A love story involving a Canadian professional hockey player and a hippie folk singer. Their union is tumultuous, as both try to come to terms with their differences in careers and lifestyles. Several National Hockey League players also appear in the film.
Latarino is a documentary that tries to introduce a serious and based criticism on a decade of performance and management of Sorena Sattari in the field of startup ecosystem and knowledge base.
Hosted by Ubud's political leader Agung Jakarta Sulawesi Mas, William Deneen here visits important sites and describes the political, religious, and economic situation on the island of Bali in the Indonesia of 1959.
This video creates an awareness of the different forms of beauty found in cities. Explains that art, not luxury, is necessary and that nature enriches cities. Shots of San Francisco, Rome, and the Gold Rush town of Columbia, California. The film extols the modern outdoor shopping mall, enhanced by public art and parks, as an important aspect of civic architecture and design.
Gives a brief overview of the history, geography, distribution of population, the political/social/economic systems, the Catholic Church, the military, and the problems in South America.
Discusses the history of the Middle East. Contrasts old ways with the new in agriculture, industry, etc. in emphasizing the changing image of this part of the world.
Few personalities have shaped the political landscape in Austria in such a short time, polarized discussions and emotionalized people. Celebrated, criticized, admired, demonized. A portrait of a man whose name has become synonymous and a mystery.
Too hot! The spawning fish do not come at the right time and the pepper plants end up dying in this heat. "This is a very different weather that not even the spirits can understand." From their gardens, homes, and backyards, the indigenous women of the Amazon involve us in their vast universe of knowledge while they observe the impacts of climate change in their ways of life.
A synaesthetic portrait made between French Polynesia and Brittany, Color-blind follows the restless ghost of Gauguin in excavating the colonial legacy of a post-postcolonial present.
Ten years ago, inspired by the teacher who inspired her, actor-comedian Rosie O’Donnell established a school, giving public school kids access to dance, music, and drama. This film follows five kids, as they pursue their stage and screen goals, learning to believe in themselves.
Celebrated skateboarder Leo Baker shares the details of their rise to fame and the clash between their career and self-discovery as a trans person.
With an elephant’s tusk as the protagonist, the film meditates on the endless tactility of conservation.
German national election campaign 2002: Henryk Wichmann from the conservative party is fighting a lost battle in the Uckermark.

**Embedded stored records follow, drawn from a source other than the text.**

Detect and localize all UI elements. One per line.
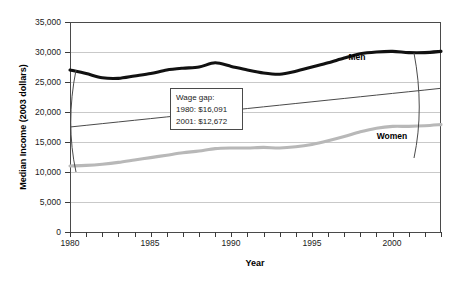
wage-gap-annotation: Wage gap: 1980: $16,091 2001: $12,672 — [171, 89, 243, 130]
chart-figure: 35,000 30,000 25,000 20,000 15,000 10,00… — [0, 0, 462, 286]
series-label-women: Women — [377, 131, 408, 141]
x-label-1990: 1990 — [222, 238, 241, 248]
y-label-5000: 5,000 — [40, 197, 62, 207]
x-label-1980: 1980 — [61, 238, 80, 248]
x-label-1995: 1995 — [303, 238, 322, 248]
y-axis-title: Median Income (2003 dollars) — [18, 64, 28, 190]
x-label-2000: 2000 — [383, 238, 402, 248]
y-label-10000: 10,000 — [35, 167, 61, 177]
wage-gap-title: Wage gap: — [176, 93, 214, 102]
wage-gap-1980: 1980: $16,091 — [176, 105, 228, 114]
y-label-0: 0 — [56, 227, 61, 237]
series-label-men: Men — [349, 52, 366, 62]
y-label-25000: 25,000 — [35, 77, 61, 87]
x-axis-title: Year — [245, 258, 265, 268]
y-label-15000: 15,000 — [35, 137, 61, 147]
y-label-30000: 30,000 — [35, 47, 61, 57]
y-label-35000: 35,000 — [35, 17, 61, 27]
wage-gap-2001: 2001: $12,672 — [176, 117, 228, 126]
y-label-20000: 20,000 — [35, 107, 61, 117]
x-label-1985: 1985 — [141, 238, 160, 248]
income-line-chart: 35,000 30,000 25,000 20,000 15,000 10,00… — [0, 0, 462, 286]
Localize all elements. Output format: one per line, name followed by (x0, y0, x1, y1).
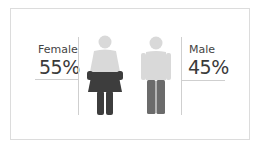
female-percent: 55% (39, 58, 80, 77)
male-right-leg (157, 80, 166, 114)
male-label: Male (189, 44, 215, 55)
male-head (150, 37, 163, 50)
female-label: Female (38, 44, 78, 55)
female-bracket-line (78, 37, 79, 115)
male-torso (146, 51, 166, 80)
female-head (99, 36, 112, 49)
male-left-leg (147, 80, 156, 114)
male-underline (181, 80, 225, 81)
male-figure-icon (140, 34, 172, 116)
male-left-arm (141, 53, 146, 80)
female-torso (90, 50, 120, 73)
female-left-leg (97, 91, 104, 115)
female-right-leg (106, 91, 113, 115)
female-skirt (88, 72, 122, 92)
male-right-arm (166, 53, 171, 80)
female-underline (35, 79, 79, 80)
male-percent: 45% (188, 58, 229, 77)
female-figure-icon (85, 34, 125, 116)
male-bracket-line (181, 37, 182, 115)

Klaus Kinski has perhaps the most ferocious reputation of all screen actors: his volatility was documented to electrifying effect in Werner Herzog’s 1999 portrait My Best Fiend. This documentary provides further fascinating insight into the talent and the tantrums of the great man. Beset by hecklers, Kinski tries to deliver an epic monologue about the life of Christ (with whom he perhaps identifies a little too closely). The performance becomes a stand-off, as Kinski fights for control of the crowd and alters the words to bait his tormentors. Indispensable for Kinski fans, and a riveting introduction for newcomers, this is a unique document, which Variety called ‘a time capsule of societal ideals and personal demons.’

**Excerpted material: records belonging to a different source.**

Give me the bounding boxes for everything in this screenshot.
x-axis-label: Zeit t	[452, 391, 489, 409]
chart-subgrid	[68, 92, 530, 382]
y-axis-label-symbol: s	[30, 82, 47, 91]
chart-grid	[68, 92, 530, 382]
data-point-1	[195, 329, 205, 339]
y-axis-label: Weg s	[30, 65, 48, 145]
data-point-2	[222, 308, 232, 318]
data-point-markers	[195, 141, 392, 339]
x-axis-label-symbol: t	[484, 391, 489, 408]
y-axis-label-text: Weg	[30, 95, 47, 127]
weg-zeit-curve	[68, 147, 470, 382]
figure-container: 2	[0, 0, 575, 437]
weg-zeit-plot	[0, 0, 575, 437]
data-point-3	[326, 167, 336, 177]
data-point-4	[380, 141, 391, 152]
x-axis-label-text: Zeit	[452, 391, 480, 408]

The French female pioneer of immersion journalism, Maryse Choisy, who infiltrated in 1928 the prostitution underworld of Paris. Posing as a chambermaid, a lesbian bar dancer and more, she wrote a very successful and scandalous book about that avant-garde experience, and changed her mind about this world and these women's difficult condition.
On September 16, 2022, in Teheran, the murder by police of the young Mahsa Amini, arrested for "wearing a headscarf contrary to the law", sparked off an unprecedented insurrection. Within hours, a spontaneous movement formed around the rallying cry: "Woman, life, freedom". For the first time, women, joined by men and students, took the initiative and removed their veils, the hated symbol of the Islamic Republic. The Iranian population, from all regions and social categories, rose up in protest. Social networks went wild. The diaspora (between 5–8 million Iranians) took up the cause, and the whole world discovered the scale of this mobilization: could the theocratic regime be overthrown this time?

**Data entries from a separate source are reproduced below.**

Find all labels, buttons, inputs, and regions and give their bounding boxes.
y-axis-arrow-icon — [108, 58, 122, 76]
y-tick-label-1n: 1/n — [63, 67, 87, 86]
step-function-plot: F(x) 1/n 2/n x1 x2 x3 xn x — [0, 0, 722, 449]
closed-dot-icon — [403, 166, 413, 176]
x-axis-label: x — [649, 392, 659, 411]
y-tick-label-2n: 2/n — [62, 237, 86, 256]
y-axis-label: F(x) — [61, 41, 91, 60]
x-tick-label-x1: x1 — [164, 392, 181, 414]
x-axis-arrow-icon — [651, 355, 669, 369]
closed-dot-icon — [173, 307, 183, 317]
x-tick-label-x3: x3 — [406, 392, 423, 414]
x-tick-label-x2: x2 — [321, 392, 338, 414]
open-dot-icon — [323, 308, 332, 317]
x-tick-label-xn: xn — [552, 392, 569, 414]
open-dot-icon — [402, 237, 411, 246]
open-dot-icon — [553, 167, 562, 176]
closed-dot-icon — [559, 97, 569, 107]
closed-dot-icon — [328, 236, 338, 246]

A documentary where the cast meet 20 years after the series started (filmed at the peak covid-19 outbreak) they do a readthrough of the first episode
The ghoulish Michael Berryman hosts this horror video magazine with an electronic gorefest of horror previews, graphic footage too gory for TV, shock rock, in-depth interviews with splatter masters, chilling special effects, and buckets more. An hour plus of interviews with b-movie stars, horror film directors, special effects wizards, mixed with trailers for horror films and footage of a GWAR concert.
Another low-budget horror documentary.
Strange Victory" is about racial bias in post World War II America. Following "Native Land" in Leo Hurwitz' filmography, it uses some of the same techniques: dramatized scenes interspersed with scenes of compilation news reel footage, and scenes of evocative imagery.